I have been trying to set up permissions for a SQL user ID
on a specific table. The user will access this table using
MS Access 2000 with a standard ODBC connection. I only
want the user to be able to view data from this table.
When I set up a user role in SQL associated with this
user, the permissions on this role are set to deny insert,
update and delete capabilities. This does not appear to
work. However, if I change the permissions on the public
role to deny insert, update, and delete capabilities this
works.
I know every user assumes the public role but I can't seem
to override the permissions set on the public role.
The SQL books online documentation states that a denied
permission always takes prcedent. I cannot seem to make
this work when I have a specific role for this user which
has the deny permissions set.
Thanks,
Jim d'HulstIs the user perhaps an admin on the server and thus inheriting sysadmin via
the Builtin\System role created by default? ( I normall remove this pretty q
uickly)
Alicia
www.sqlporn.co.uk|||Alicia, the user is jnot an admin on the server nor does
this SQL user id belong to any system administration roles.
What I find is if I use windows NT authentication and
assign the permissions the a windows users it works fine.
It is just when I use a SQL user ID that this doesn't seem
to work.
Thanks,
Jim
>--Original Message--
>Is the user perhaps an admin on the server and thus
inheriting sysadmin via the Builtin\System role created by
default? ( I normall remove this pretty quickly)
>Alicia
>www.sqlporn.co.uk
>.
>|||Jim,
Overriding public should be quite doable. Since it is working for your
domain account, I would expect it to work for a SQL account as well. With
all due deference, I suggest that it is probably something simple, but just
hard to see. Silly possibilities:
There is a guest account and the user name is misspelled such that the user
comes in as guest.
The user is also in the db_owner role for the database.
Russell Fields
"jim.dhulst@.am.dynonobel.com" <anonymous@.discussions.microsoft.com> wrote in
message news:fba601c43e7d$96ba1c70$a301280a@.phx.gbl...[vbcol=seagreen]
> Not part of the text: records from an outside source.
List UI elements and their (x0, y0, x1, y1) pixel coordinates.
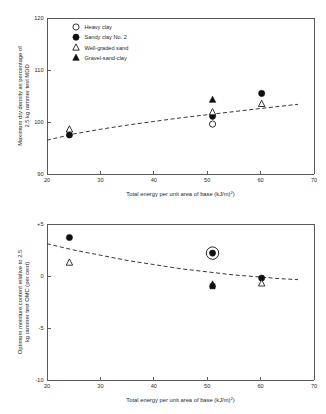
x-tick-label-60: 60 (257, 383, 263, 389)
data-point-sandy-clay-no-2-1 (209, 250, 215, 256)
x-tick-label-70: 70 (311, 383, 317, 389)
y-tick-label-90: 90 (37, 171, 43, 177)
chart-top-max-dry-density: 20304050607090100110120Total energy per … (0, 0, 326, 208)
y-tick-label--10: -10 (35, 377, 43, 383)
data-point-sandy-clay-no-2-0 (66, 132, 72, 138)
data-point-heavy-clay-0 (210, 284, 215, 289)
y-axis-title-line-1: Maximum dry density as percentage of (17, 46, 23, 146)
y-axis-title-line-2: kg rammer test OMC (per cent) (24, 262, 30, 342)
data-point-sandy-clay-no-2-2 (259, 90, 265, 96)
x-tick-label-50: 50 (204, 383, 210, 389)
legend-label-0: Heavy clay (85, 24, 113, 30)
legend-label-2: Well-graded sand (85, 45, 129, 51)
figure-page: 20304050607090100110120Total energy per … (0, 0, 326, 414)
plot-axes (47, 18, 314, 174)
x-tick-label-20: 20 (44, 383, 50, 389)
legend-label-3: Gravel-sand-clay (85, 55, 127, 61)
y-tick-label--5: -5 (39, 325, 44, 331)
x-tick-label-40: 40 (151, 383, 157, 389)
y-tick-label-110: 110 (35, 67, 44, 73)
data-point-legend-open-triangle-2 (73, 44, 79, 50)
y-tick-label-0: 0 (40, 273, 43, 279)
x-tick-label-20: 20 (44, 177, 50, 183)
plot-frame-top-right (47, 18, 314, 174)
chart-top-svg: 20304050607090100110120Total energy per … (0, 0, 326, 208)
legend-label-1: Sandy clay No. 2 (85, 34, 127, 40)
x-tick-label-60: 60 (257, 177, 263, 183)
data-point-well-graded-sand-2 (258, 100, 264, 106)
data-point-legend-filled-triangle-3 (73, 54, 79, 60)
x-tick-label-30: 30 (97, 177, 103, 183)
plot-axes (47, 224, 314, 380)
y-axis-title-line-2: 2.5 kg rammer test MDD (24, 64, 30, 127)
data-point-well-graded-sand-1 (209, 109, 215, 115)
trend-line (47, 104, 298, 140)
data-point-legend-open-circle-0 (73, 24, 79, 30)
y-tick-label-120: 120 (34, 15, 43, 21)
y-tick-label-5: +5 (37, 221, 43, 227)
x-axis-title: Total energy per unit area of base (kJ/m… (126, 396, 234, 403)
x-tick-label-40: 40 (151, 177, 157, 183)
plot-frame-top-right (47, 224, 314, 380)
y-tick-label-100: 100 (34, 119, 43, 125)
x-axis-title: Total energy per unit area of base (kJ/m… (126, 190, 234, 197)
trend-line (47, 244, 298, 280)
chart-bottom-optimum-moisture: 203040506070-10-50+5Total energy per uni… (0, 206, 326, 414)
data-point-sandy-clay-no-2-0 (66, 234, 72, 240)
x-tick-label-30: 30 (97, 383, 103, 389)
data-point-well-graded-sand-0 (66, 259, 72, 265)
data-point-well-graded-sand-1 (258, 280, 264, 286)
x-tick-label-70: 70 (311, 177, 317, 183)
data-point-heavy-clay-0 (209, 121, 215, 127)
data-point-well-graded-sand-0 (66, 126, 72, 132)
data-point-legend-filled-circle-1 (73, 34, 79, 40)
x-tick-label-50: 50 (204, 177, 210, 183)
chart-bottom-svg: 203040506070-10-50+5Total energy per uni… (0, 206, 326, 414)
y-axis-title-line-1: Optimum moisture content relative to 2.5 (17, 250, 23, 354)
data-point-gravel-sand-clay-0 (209, 96, 215, 102)
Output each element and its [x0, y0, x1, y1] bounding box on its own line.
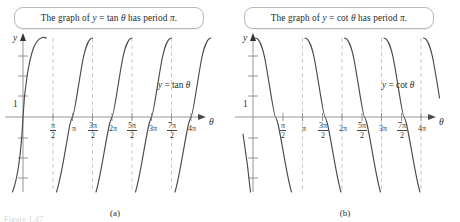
x-tick-label-pi-over-2-a: π2 — [50, 122, 56, 140]
panel-cotangent: The graph of y = cot θ has period π. — [230, 0, 460, 222]
tangent-plot — [0, 32, 230, 197]
x-tick-label-2pi-a: 2π — [109, 125, 117, 133]
x-tick-label-pi-a: π — [72, 125, 76, 133]
y-axis-cotangent — [250, 33, 256, 192]
panel-tangent: The graph of y = tan θ has period π. — [0, 0, 230, 222]
curve-label-cotangent: y = cot θ — [382, 80, 414, 90]
x-tick-label-2pi-b: 2π — [339, 125, 347, 133]
x-tick-label-7pi-over-2-b: 7π2 — [397, 122, 407, 140]
caption-text-cotangent: The graph of y = cot θ has period π. — [271, 13, 407, 23]
caption-box-cotangent: The graph of y = cot θ has period π. — [244, 7, 434, 29]
x-tick-label-3pi-over-2-a: 3π2 — [88, 122, 98, 140]
x-axis-cotangent — [235, 114, 436, 120]
y-tick-label-one-cotangent: 1 — [243, 99, 248, 109]
x-tick-label-pi-over-2-b: π2 — [280, 122, 286, 140]
x-tick-label-3pi-a: 3π — [149, 125, 157, 133]
caption-text-tangent: The graph of y = tan θ has period π. — [41, 13, 177, 23]
x-axis-label-tangent: θ — [209, 117, 214, 127]
cotangent-plot — [230, 32, 460, 197]
x-tick-label-pi-b: π — [302, 125, 306, 133]
x-tick-label-5pi-over-2-a: 5π2 — [127, 122, 137, 140]
subfigure-label-b: (b) — [230, 208, 460, 218]
trig-graphs-figure: The graph of y = tan θ has period π. — [0, 0, 460, 222]
cotangent-curves — [243, 38, 440, 192]
curve-label-tangent: y = tan θ — [158, 80, 190, 90]
y-axis-label-tangent: y — [13, 33, 17, 43]
x-tick-label-4pi-a: 4π — [188, 125, 196, 133]
x-tick-label-3pi-over-2-b: 3π2 — [318, 122, 328, 140]
x-tick-label-7pi-over-2-a: 7π2 — [167, 122, 177, 140]
x-tick-label-3pi-b: 3π — [379, 125, 387, 133]
x-tick-label-5pi-over-2-b: 5π2 — [357, 122, 367, 140]
figure-caption: Figure 1.47 — [4, 214, 43, 222]
x-axis-label-cotangent: θ — [439, 117, 444, 127]
caption-box-tangent: The graph of y = tan θ has period π. — [14, 7, 204, 29]
y-axis-label-cotangent: y — [243, 33, 247, 43]
x-axis-tangent — [5, 114, 206, 120]
x-tick-label-4pi-b: 4π — [418, 125, 426, 133]
y-tick-label-one-tangent: 1 — [13, 99, 18, 109]
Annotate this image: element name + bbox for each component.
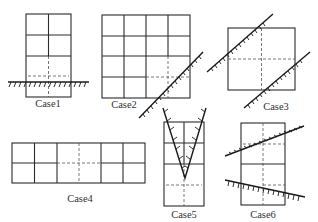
case2-label: Case2 [111, 99, 137, 110]
case3-label: Case3 [263, 101, 289, 112]
case6-lower-hatch-icon [228, 181, 299, 201]
cases-diagram: Case1 Case2 [0, 0, 318, 222]
case3-upper-boundary [207, 14, 273, 72]
case4-panel: Case4 [12, 143, 145, 204]
case1-label: Case1 [35, 98, 61, 109]
case5-panel: Case5 [163, 108, 206, 220]
case3-upper-hatch-icon [211, 23, 265, 71]
case2-boundary-hatch-icon [143, 56, 201, 117]
case3-panel: Case3 [207, 14, 310, 112]
case4-label: Case4 [67, 193, 93, 204]
figure-canvas: Case1 Case2 [0, 0, 318, 222]
case2-panel: Case2 [102, 15, 203, 118]
case5-label: Case5 [171, 209, 197, 220]
case1-ground-hatch-icon [9, 82, 86, 87]
case6-label: Case6 [250, 209, 276, 220]
case6-panel: Case6 [225, 123, 305, 220]
case1-panel: Case1 [8, 14, 89, 109]
case6-lower-boundary [225, 180, 305, 197]
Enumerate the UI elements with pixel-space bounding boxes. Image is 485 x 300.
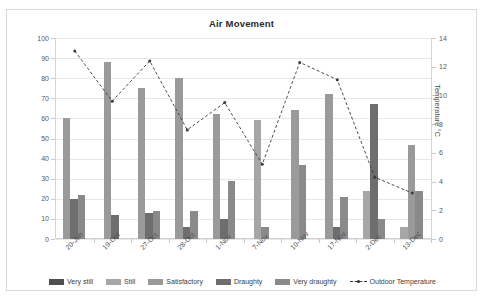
legend-line-marker <box>350 278 367 285</box>
category-tick <box>319 239 320 243</box>
category-tick <box>394 239 395 243</box>
category-tick <box>356 239 357 243</box>
legend-label: Outdoor Temperature <box>370 278 436 285</box>
bar-group <box>319 38 357 239</box>
bar-group <box>131 38 169 239</box>
left-axis-tick <box>51 139 55 140</box>
right-axis-tick <box>432 153 436 154</box>
bar-group <box>169 38 207 239</box>
left-axis-tick-label: 70 <box>19 95 49 102</box>
bar <box>213 114 221 239</box>
left-axis-tick <box>51 179 55 180</box>
bar <box>175 78 183 239</box>
bar-group <box>394 38 432 239</box>
bar-group <box>244 38 282 239</box>
right-axis-tick <box>432 239 436 240</box>
legend-item[interactable]: Draughty <box>216 278 262 285</box>
legend-swatch <box>49 279 64 285</box>
left-axis-tick <box>51 118 55 119</box>
left-axis-tick <box>51 38 55 39</box>
left-axis-tick <box>51 159 55 160</box>
right-axis-line <box>431 38 432 239</box>
legend-label: Draughty <box>234 278 262 285</box>
chart-container: Air Movement 0102030405060708090100 0246… <box>6 9 477 291</box>
legend-label: Still <box>124 278 135 285</box>
bar <box>363 191 371 239</box>
right-axis-tick <box>432 210 436 211</box>
left-axis-tick-label: 50 <box>19 135 49 142</box>
category-tick <box>431 239 432 243</box>
right-axis-tick-label: 6 <box>439 149 463 156</box>
left-axis-tick-label: 60 <box>19 115 49 122</box>
bar <box>299 165 307 239</box>
bar <box>370 104 378 239</box>
left-axis-tick <box>51 58 55 59</box>
bar-group <box>56 38 94 239</box>
category-tick <box>206 239 207 243</box>
category-tick <box>94 239 95 243</box>
bar <box>138 88 146 239</box>
left-axis-tick <box>51 78 55 79</box>
legend-item[interactable]: Satisfactory <box>148 278 203 285</box>
left-axis-tick-label: 30 <box>19 175 49 182</box>
category-tick <box>169 239 170 243</box>
right-axis-tick-label: 2 <box>439 207 463 214</box>
legend-item[interactable]: Very still <box>49 278 93 285</box>
bar <box>325 94 333 239</box>
category-tick <box>281 239 282 243</box>
category-tick <box>131 239 132 243</box>
left-axis-tick <box>51 239 55 240</box>
left-axis-tick-label: 10 <box>19 215 49 222</box>
right-axis-tick <box>432 182 436 183</box>
right-axis-tick-label: 10 <box>439 92 463 99</box>
bar <box>228 181 236 239</box>
legend-label: Very still <box>67 278 93 285</box>
bar-group <box>206 38 244 239</box>
left-axis-tick-label: 20 <box>19 195 49 202</box>
category-tick <box>244 239 245 243</box>
right-axis-tick-label: 0 <box>439 236 463 243</box>
plot-area <box>56 38 431 239</box>
legend-item[interactable]: Very draughty <box>275 278 336 285</box>
legend-item[interactable]: Outdoor Temperature <box>350 278 436 285</box>
legend-swatch <box>216 279 231 285</box>
left-axis-tick-label: 90 <box>19 55 49 62</box>
chart-legend: Very stillStillSatisfactoryDraughtyVery … <box>7 278 478 285</box>
bar <box>408 145 416 239</box>
right-axis-tick-label: 8 <box>439 121 463 128</box>
right-axis-tick <box>432 67 436 68</box>
bar-group <box>281 38 319 239</box>
right-axis-tick-label: 4 <box>439 178 463 185</box>
right-axis-tick-label: 14 <box>439 35 463 42</box>
bar-group <box>356 38 394 239</box>
legend-label: Very draughty <box>293 278 336 285</box>
left-axis-tick-label: 80 <box>19 75 49 82</box>
bar <box>63 118 71 239</box>
legend-swatch <box>106 279 121 285</box>
bar <box>291 110 299 239</box>
left-axis-tick <box>51 219 55 220</box>
bar-group <box>94 38 132 239</box>
legend-swatch <box>148 279 163 285</box>
left-axis-tick <box>51 98 55 99</box>
left-axis-tick-label: 100 <box>19 35 49 42</box>
left-axis-tick-label: 0 <box>19 236 49 243</box>
legend-label: Satisfactory <box>166 278 203 285</box>
left-axis-tick-label: 40 <box>19 155 49 162</box>
right-axis-title: Temperature °C <box>433 84 442 137</box>
bar <box>104 62 112 239</box>
bar <box>400 227 408 239</box>
legend-item[interactable]: Still <box>106 278 135 285</box>
chart-title: Air Movement <box>7 18 476 29</box>
left-axis-tick <box>51 199 55 200</box>
right-axis-tick-label: 12 <box>439 63 463 70</box>
legend-swatch <box>275 279 290 285</box>
bar <box>254 120 262 239</box>
right-axis-tick <box>432 38 436 39</box>
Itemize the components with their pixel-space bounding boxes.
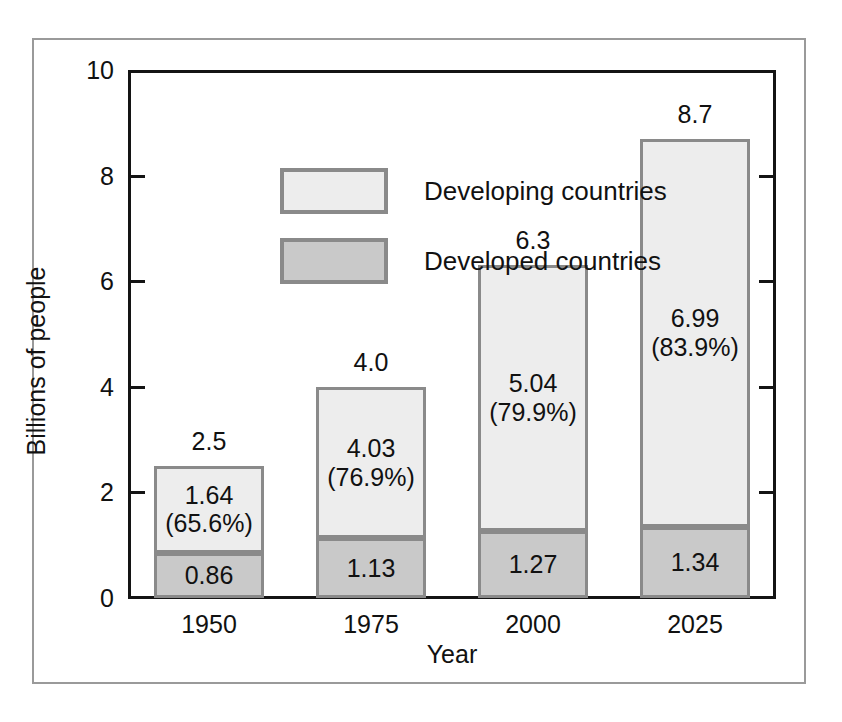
bar-segment-label-developed: 1.27 <box>509 550 558 579</box>
bar-group[interactable]: 1.346.99 (83.9%)8.7 <box>640 70 750 598</box>
bar-segment-label-developing: 5.04 (79.9%) <box>489 369 577 427</box>
bar-segment-label-developing: 1.64 (65.6%) <box>165 481 253 539</box>
y-tick-label: 0 <box>100 586 114 611</box>
y-tick-label: 10 <box>86 58 114 83</box>
x-tick-label-1950: 1950 <box>181 610 237 639</box>
y-axis-tick-left <box>131 175 145 178</box>
chart-legend: Developing countriesDeveloped countries <box>280 166 700 306</box>
plot-area: 0246810 0.861.64 (65.6%)2.51.134.03 (76.… <box>128 70 776 598</box>
legend-item[interactable]: Developed countries <box>280 236 700 286</box>
bar-segment-label-developing: 6.99 (83.9%) <box>651 304 739 362</box>
bar-segment-label-developing: 4.03 (76.9%) <box>327 434 415 492</box>
bar-segment-developed[interactable]: 1.13 <box>316 538 426 598</box>
legend-swatch-developed <box>280 238 388 284</box>
y-axis-tick-right <box>759 491 773 494</box>
legend-label: Developing countries <box>424 176 667 207</box>
y-axis-tick-left <box>131 280 145 283</box>
bar-segment-label-developed: 1.34 <box>671 548 720 577</box>
y-axis-tick-right <box>759 175 773 178</box>
y-axis-left <box>128 70 131 599</box>
bar-segment-developed[interactable]: 1.34 <box>640 527 750 598</box>
y-axis-title: Billions of people <box>22 266 51 455</box>
bar-segment-developing[interactable]: 4.03 (76.9%) <box>316 387 426 539</box>
bar-segment-developed[interactable]: 0.86 <box>154 553 264 598</box>
bar-segment-developing[interactable]: 1.64 (65.6%) <box>154 466 264 553</box>
y-axis-tick-left <box>131 491 145 494</box>
y-tick-label: 8 <box>100 163 114 188</box>
y-tick-label: 2 <box>100 480 114 505</box>
bar-segment-label-developed: 0.86 <box>185 561 234 590</box>
bar-total-label: 2.5 <box>192 427 227 456</box>
x-tick-label-2000: 2000 <box>505 610 561 639</box>
legend-swatch-developing <box>280 168 388 214</box>
y-axis-right <box>773 70 776 599</box>
bar-group[interactable]: 1.275.04 (79.9%)6.3 <box>478 70 588 598</box>
x-tick-label-2025: 2025 <box>667 610 723 639</box>
y-axis-tick-right <box>759 280 773 283</box>
legend-item[interactable]: Developing countries <box>280 166 700 216</box>
x-axis-title: Year <box>128 640 776 669</box>
bar-total-label: 4.0 <box>354 348 389 377</box>
bar-total-label: 8.7 <box>678 100 713 129</box>
bar-group[interactable]: 1.134.03 (76.9%)4.0 <box>316 70 426 598</box>
x-tick-label-1975: 1975 <box>343 610 399 639</box>
figure-canvas: Billions of people Year 0246810 0.861.64… <box>0 0 842 722</box>
y-tick-label: 6 <box>100 269 114 294</box>
bar-segment-label-developed: 1.13 <box>347 554 396 583</box>
y-tick-label: 4 <box>100 374 114 399</box>
legend-label: Developed countries <box>424 246 661 277</box>
y-axis-tick-right <box>759 386 773 389</box>
bar-group[interactable]: 0.861.64 (65.6%)2.5 <box>154 70 264 598</box>
y-axis-tick-left <box>131 386 145 389</box>
bar-segment-developed[interactable]: 1.27 <box>478 531 588 598</box>
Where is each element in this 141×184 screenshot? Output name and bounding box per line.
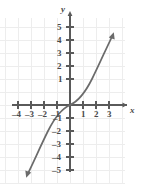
y-tick-label-4: 4 xyxy=(57,36,62,45)
x-axis-label: x xyxy=(130,106,135,115)
y-tick-label-1: 1 xyxy=(58,75,63,84)
x-tick-label-neg3: –3 xyxy=(25,110,34,119)
x-tick-label-2: 2 xyxy=(94,110,99,119)
cubic-function-plot xyxy=(0,0,141,184)
x-tick-label-neg4: –4 xyxy=(12,110,21,119)
x-tick-label-neg2: –2 xyxy=(38,110,47,119)
y-tick-label-neg5: –5 xyxy=(52,166,61,175)
x-tick-label-1: 1 xyxy=(81,110,86,119)
graph-figure: y x –4 –3 –2 –1 1 2 3 5 4 3 2 1 –1 –2 –3… xyxy=(0,0,141,184)
y-tick-label-5: 5 xyxy=(57,23,62,32)
y-axis-label: y xyxy=(61,5,65,14)
y-tick-label-neg2: –2 xyxy=(52,127,61,136)
x-tick-label-3: 3 xyxy=(107,110,112,119)
y-tick-label-neg4: –4 xyxy=(52,153,61,162)
y-tick-label-3: 3 xyxy=(57,49,62,58)
y-tick-label-neg3: –3 xyxy=(52,140,61,149)
y-tick-label-2: 2 xyxy=(57,62,62,71)
y-tick-label-neg1: –1 xyxy=(53,114,62,123)
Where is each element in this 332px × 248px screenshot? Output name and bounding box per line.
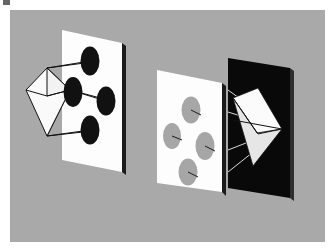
figure-root xyxy=(0,0,332,248)
white-screen-left-edge xyxy=(122,43,126,175)
figure-canvas xyxy=(0,0,332,248)
white-screen-right-edge xyxy=(222,83,226,196)
black-screen-edge xyxy=(290,68,294,201)
shadow-ellipse-left xyxy=(64,77,83,107)
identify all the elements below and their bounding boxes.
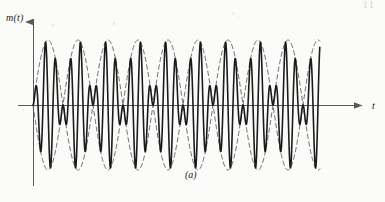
figure-caption: (a) xyxy=(185,169,197,180)
scan-speck xyxy=(113,22,115,25)
y-axis-label: m(t) xyxy=(6,12,23,23)
scan-speck xyxy=(52,24,54,27)
figure-container: 11 m(t) t (a) xyxy=(0,0,385,202)
x-axis-label: t xyxy=(372,100,375,111)
axes-group xyxy=(18,22,362,186)
scan-speck xyxy=(232,12,235,15)
scan-speck xyxy=(238,16,240,18)
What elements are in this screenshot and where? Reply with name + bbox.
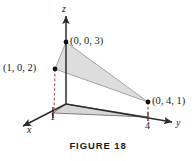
point-label-1-0-2: (1, 0, 2) [3, 63, 36, 74]
figure-caption: FIGURE 18 [0, 140, 196, 151]
x-axis-label: x [27, 125, 31, 135]
point-xz [53, 67, 58, 72]
point-label-0-4-1: (0, 4, 1) [152, 96, 185, 107]
y-tick-label-4: 4 [145, 121, 150, 131]
plane-triangle [55, 42, 148, 102]
point-yz [146, 100, 151, 105]
point-label-0-0-3: (0, 0, 3) [70, 36, 103, 47]
y-axis-label: y [176, 118, 180, 128]
coordinate-plot-svg [0, 0, 196, 161]
dashed-projection-from-1-0-2 [54, 69, 55, 113]
point-z-intercept [64, 40, 69, 45]
x-axis [23, 104, 66, 126]
figure-18-container: z y x (0, 0, 3) (1, 0, 2) (0, 4, 1) 1 4 … [0, 0, 196, 161]
z-axis-label: z [62, 4, 66, 14]
x-tick-label-1: 1 [50, 112, 55, 122]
> Alicia, the user is jnot an admin on the server nor does
> this SQL user id belong to any system administration roles.
> What I find is if I use windows NT authentication and
> assign the permissions the a windows users it works fine.
> It is just when I use a SQL user ID that this doesn't seem
> to work.
> Thanks,
> Jim
> inheriting sysadmin via the Builtin\System role created by
> default? ( I normall remove this pretty quickly)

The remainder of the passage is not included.